Implementation is the action phase: the actual execution of the program plan that has been collaboratively developed. Throughout implementation, the practitioner documents progress — noting how the participant is responding to the planned approaches, what is working well, what needs to be adapted, and what is emerging that was not anticipated. Good documentation is not bureaucratic formality; it is an ethical responsibility that protects the participant, supports continuity of care across team members, and provides the evidentiary basis for the evaluation phase.

Evaluation

In the evaluation phase, the TR practitioner and, ideally, the participant review all documentation and assess the degree to which the goals and objectives of the plan were achieved. Key questions at this stage include: How did the participant respond to the planned approach? Were the goals and objectives achieved? If not, what were the barriers? What contributed to success? What would be done differently? What should happen next?

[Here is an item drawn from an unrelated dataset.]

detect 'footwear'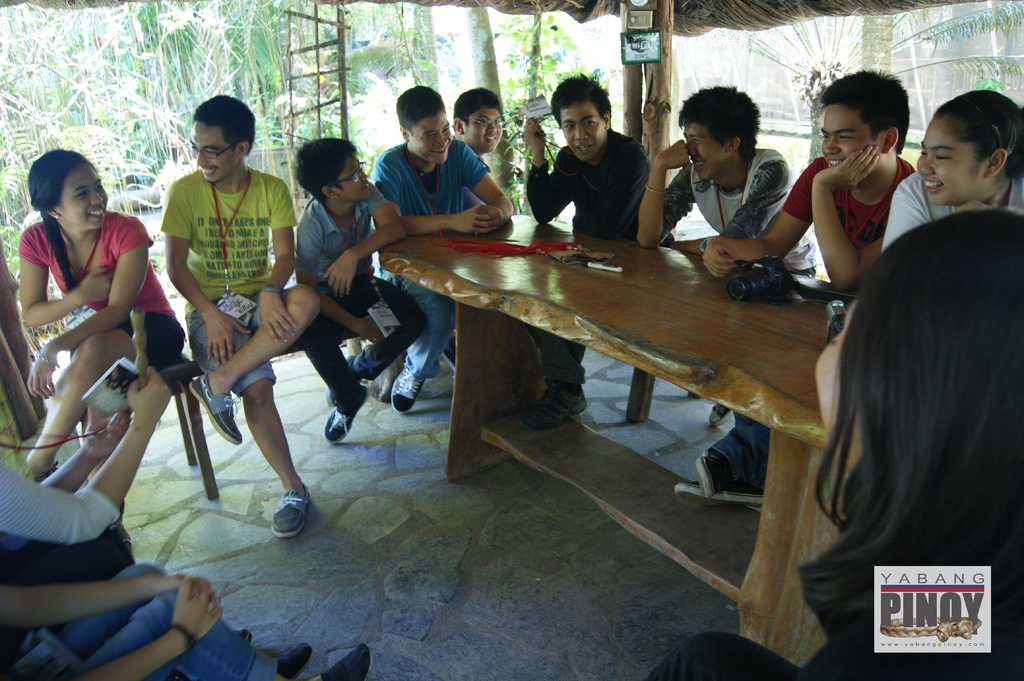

Evaluation completes one cycle of the APIDE process and informs the beginning of the next. It is also a moment of accountability — to the participant, to the team, and to the profession — and should be conducted with the same rigor and person-centered orientation that characterizes every other phase.

The APIDE process can be applied in any setting where recreation and leisure is used with therapeutic, transformational, or social justice intent. What is involved in each phase, however, and how each phase looks in practice, will vary considerably depending on the context, the population, and the goals of the program.

The Therapeutic Recreation Accountability Model

The Therapeutic Recreation Accountability Model was developed as a complement to the Leisure Ability Model (one of the content models described below) and shares significant structural similarities with APIDE. It includes: comprehensive and specific program design, activity analysis and selection, client assessment, implementation and documentation of the program, and evaluation of the program to determine whether client and program outcomes were met. This model uses language that fits particularly well with clinical settings and may be less appropriate in community-based or social justice-oriented TR contexts. As with any process model, its suitability must be evaluated in light of the specific setting and population.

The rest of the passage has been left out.